──────── Source data ────────
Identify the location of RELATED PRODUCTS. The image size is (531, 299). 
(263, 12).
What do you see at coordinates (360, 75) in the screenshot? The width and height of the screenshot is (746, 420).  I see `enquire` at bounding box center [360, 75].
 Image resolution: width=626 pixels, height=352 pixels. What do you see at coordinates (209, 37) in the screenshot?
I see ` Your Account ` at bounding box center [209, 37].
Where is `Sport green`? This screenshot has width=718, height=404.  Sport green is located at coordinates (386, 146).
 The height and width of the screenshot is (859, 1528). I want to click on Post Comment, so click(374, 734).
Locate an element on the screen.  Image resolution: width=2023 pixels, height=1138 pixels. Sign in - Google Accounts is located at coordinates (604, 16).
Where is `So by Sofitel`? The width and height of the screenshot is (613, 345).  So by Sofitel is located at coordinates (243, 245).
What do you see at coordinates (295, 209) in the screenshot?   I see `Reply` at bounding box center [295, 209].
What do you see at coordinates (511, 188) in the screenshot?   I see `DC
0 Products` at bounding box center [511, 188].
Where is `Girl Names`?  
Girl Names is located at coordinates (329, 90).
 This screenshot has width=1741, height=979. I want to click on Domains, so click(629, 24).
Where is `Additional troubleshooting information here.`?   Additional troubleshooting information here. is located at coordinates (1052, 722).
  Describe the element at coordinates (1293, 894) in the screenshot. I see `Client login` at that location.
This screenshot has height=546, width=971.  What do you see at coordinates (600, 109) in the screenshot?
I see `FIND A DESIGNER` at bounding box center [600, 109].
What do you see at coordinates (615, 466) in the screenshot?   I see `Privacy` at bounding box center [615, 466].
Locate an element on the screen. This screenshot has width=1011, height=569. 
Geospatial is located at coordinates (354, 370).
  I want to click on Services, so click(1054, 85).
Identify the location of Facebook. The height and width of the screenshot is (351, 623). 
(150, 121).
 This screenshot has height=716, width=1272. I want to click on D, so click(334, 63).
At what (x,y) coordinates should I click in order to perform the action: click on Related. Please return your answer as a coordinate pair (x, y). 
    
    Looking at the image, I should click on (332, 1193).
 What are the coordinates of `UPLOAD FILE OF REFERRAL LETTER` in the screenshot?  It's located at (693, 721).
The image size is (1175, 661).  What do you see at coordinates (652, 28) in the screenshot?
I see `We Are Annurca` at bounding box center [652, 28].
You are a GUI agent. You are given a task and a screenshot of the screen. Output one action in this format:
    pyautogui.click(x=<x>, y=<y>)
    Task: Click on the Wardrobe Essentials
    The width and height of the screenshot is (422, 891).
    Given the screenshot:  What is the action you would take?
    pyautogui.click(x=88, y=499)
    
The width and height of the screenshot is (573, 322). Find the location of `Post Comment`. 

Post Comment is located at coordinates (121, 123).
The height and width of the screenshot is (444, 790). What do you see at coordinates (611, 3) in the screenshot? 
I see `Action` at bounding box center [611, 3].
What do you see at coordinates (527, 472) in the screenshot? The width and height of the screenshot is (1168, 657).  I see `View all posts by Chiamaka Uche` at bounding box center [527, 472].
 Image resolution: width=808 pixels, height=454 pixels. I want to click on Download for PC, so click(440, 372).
────────
__What needs to be done__.
All the records above need to be set down again exactly as they were given.

__Task response__.
Identify the location of RELATED PRODUCTS. The image size is (531, 299). 
(263, 12).
What do you see at coordinates (360, 75) in the screenshot? The width and height of the screenshot is (746, 420).  I see `enquire` at bounding box center [360, 75].
 Image resolution: width=626 pixels, height=352 pixels. What do you see at coordinates (209, 37) in the screenshot?
I see ` Your Account ` at bounding box center [209, 37].
Where is `Sport green`? This screenshot has width=718, height=404.  Sport green is located at coordinates (386, 146).
 The height and width of the screenshot is (859, 1528). I want to click on Post Comment, so click(374, 734).
Locate an element on the screen.  Image resolution: width=2023 pixels, height=1138 pixels. Sign in - Google Accounts is located at coordinates (604, 16).
Where is `So by Sofitel`? The width and height of the screenshot is (613, 345).  So by Sofitel is located at coordinates (243, 245).
What do you see at coordinates (295, 209) in the screenshot?   I see `Reply` at bounding box center [295, 209].
What do you see at coordinates (511, 188) in the screenshot?   I see `DC
0 Products` at bounding box center [511, 188].
Where is `Girl Names`?  
Girl Names is located at coordinates (329, 90).
 This screenshot has width=1741, height=979. I want to click on Domains, so click(629, 24).
Where is `Additional troubleshooting information here.`?   Additional troubleshooting information here. is located at coordinates (1052, 722).
  Describe the element at coordinates (1293, 894) in the screenshot. I see `Client login` at that location.
This screenshot has height=546, width=971.  What do you see at coordinates (600, 109) in the screenshot?
I see `FIND A DESIGNER` at bounding box center [600, 109].
What do you see at coordinates (615, 466) in the screenshot?   I see `Privacy` at bounding box center [615, 466].
Locate an element on the screen. This screenshot has width=1011, height=569. 
Geospatial is located at coordinates (354, 370).
  I want to click on Services, so click(1054, 85).
Identify the location of Facebook. The height and width of the screenshot is (351, 623). 
(150, 121).
 This screenshot has height=716, width=1272. I want to click on D, so click(334, 63).
At what (x,y) coordinates should I click in order to perform the action: click on Related. Please return your answer as a coordinate pair (x, y). 
    
    Looking at the image, I should click on (332, 1193).
 What are the coordinates of `UPLOAD FILE OF REFERRAL LETTER` in the screenshot?  It's located at (693, 721).
The image size is (1175, 661).  What do you see at coordinates (652, 28) in the screenshot?
I see `We Are Annurca` at bounding box center [652, 28].
You are a GUI agent. You are given a task and a screenshot of the screen. Output one action in this format:
    pyautogui.click(x=<x>, y=<y>)
    Task: Click on the Wardrobe Essentials
    The width and height of the screenshot is (422, 891).
    Given the screenshot:  What is the action you would take?
    pyautogui.click(x=88, y=499)
    
The width and height of the screenshot is (573, 322). Find the location of `Post Comment`. 

Post Comment is located at coordinates (121, 123).
The height and width of the screenshot is (444, 790). What do you see at coordinates (611, 3) in the screenshot? 
I see `Action` at bounding box center [611, 3].
What do you see at coordinates (527, 472) in the screenshot? The width and height of the screenshot is (1168, 657).  I see `View all posts by Chiamaka Uche` at bounding box center [527, 472].
 Image resolution: width=808 pixels, height=454 pixels. I want to click on Download for PC, so click(440, 372).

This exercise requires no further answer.